“I feel so broke up, I wanna go home.”
So sang the Beach Boys back in the 1960s, in an upbeat song about feeling miserable on board a ship where things were not good!
What does the word “home” mean for you? For many people it probably means that place where you feel safest and most comfortable. Where you can put on your slippers and truly relax. Where the coffee tastes just how you like it. Where you can truly be yourself.
In writing this, I recognise that for some people there is no place like that. Home has been a place of abuse or there has been a need to flee from home because of war or persecution.
Some Christian writers have reflected that deep in all of us there is a longing for home. Karl Marx was not a Christian, but he explained this as “alienation” – not feeling at home with our work, but I think that although he identified the inner feeling, he got the causes wrong. Some writers say we can trace this feeling back to the beginning, that in the Garden of Eden when sin entered the world Adam and Eve were exiled from home and since then every human being has experienced a deep sense that we belong somewhere, but we’re not sure where it is. The alienation is due to that estrangement from God.

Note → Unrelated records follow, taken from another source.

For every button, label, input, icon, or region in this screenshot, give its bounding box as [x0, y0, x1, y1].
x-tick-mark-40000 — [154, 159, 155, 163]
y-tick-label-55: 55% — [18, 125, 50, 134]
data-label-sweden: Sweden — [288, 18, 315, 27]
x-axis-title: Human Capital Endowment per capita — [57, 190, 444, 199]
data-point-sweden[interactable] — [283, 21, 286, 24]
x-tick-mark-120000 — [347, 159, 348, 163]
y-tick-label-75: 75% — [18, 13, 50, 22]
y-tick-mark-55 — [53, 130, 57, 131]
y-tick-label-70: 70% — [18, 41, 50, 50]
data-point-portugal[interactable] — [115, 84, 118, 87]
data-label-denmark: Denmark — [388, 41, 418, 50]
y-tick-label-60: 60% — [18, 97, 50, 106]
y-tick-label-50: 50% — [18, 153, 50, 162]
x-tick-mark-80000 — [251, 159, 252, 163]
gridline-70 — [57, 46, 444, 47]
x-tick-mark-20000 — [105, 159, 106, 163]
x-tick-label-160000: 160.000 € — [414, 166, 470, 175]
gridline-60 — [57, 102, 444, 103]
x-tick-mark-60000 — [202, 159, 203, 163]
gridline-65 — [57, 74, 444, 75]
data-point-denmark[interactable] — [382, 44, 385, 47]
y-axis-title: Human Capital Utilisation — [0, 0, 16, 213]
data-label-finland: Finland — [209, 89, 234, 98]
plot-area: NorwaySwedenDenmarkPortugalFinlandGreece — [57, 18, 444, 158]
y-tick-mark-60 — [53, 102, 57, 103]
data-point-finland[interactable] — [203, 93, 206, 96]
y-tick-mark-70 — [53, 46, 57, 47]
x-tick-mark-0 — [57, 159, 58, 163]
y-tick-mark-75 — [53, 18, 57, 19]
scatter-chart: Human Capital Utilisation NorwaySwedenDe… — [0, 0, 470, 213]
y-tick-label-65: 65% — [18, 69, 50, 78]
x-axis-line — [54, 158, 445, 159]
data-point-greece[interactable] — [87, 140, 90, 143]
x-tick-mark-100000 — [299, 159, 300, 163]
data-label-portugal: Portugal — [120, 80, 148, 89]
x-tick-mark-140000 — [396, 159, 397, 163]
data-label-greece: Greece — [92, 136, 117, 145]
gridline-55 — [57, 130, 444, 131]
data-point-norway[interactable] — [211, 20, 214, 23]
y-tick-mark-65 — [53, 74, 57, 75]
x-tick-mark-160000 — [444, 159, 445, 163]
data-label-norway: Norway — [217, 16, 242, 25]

Another definition of home is that it is “where the heart is.” Augustine wrote that “our hearts are restless until they find their rest in you.” We often end the Eucharist with the Prayer After Communion, which says, “Father of all, we give you thanks and praise, that when we were still far off you met us in your Son and brought us home.”
Christians look to someone who left the comfort of his home to come, find us, and take us back to a place where we are fully known and loved for who we are. Before his death, Jesus told his friends, “Do not let your hearts be troubled. Believe in God, believe also in me. In my Father’s house there are many dwelling places. If it were not so, would I have told you that I go to prepare a place for you? And if I go and prepare a place for you, I will come again and will take you to myself, so that where I am, there you may be also.” (John 14:1-3).
There is a true home, waiting for us.
PS: For a fuller exploration of these thoughts, I highly recommend listening to Tim Keller’s sermon “The Longing for Home”, which you can find via Google.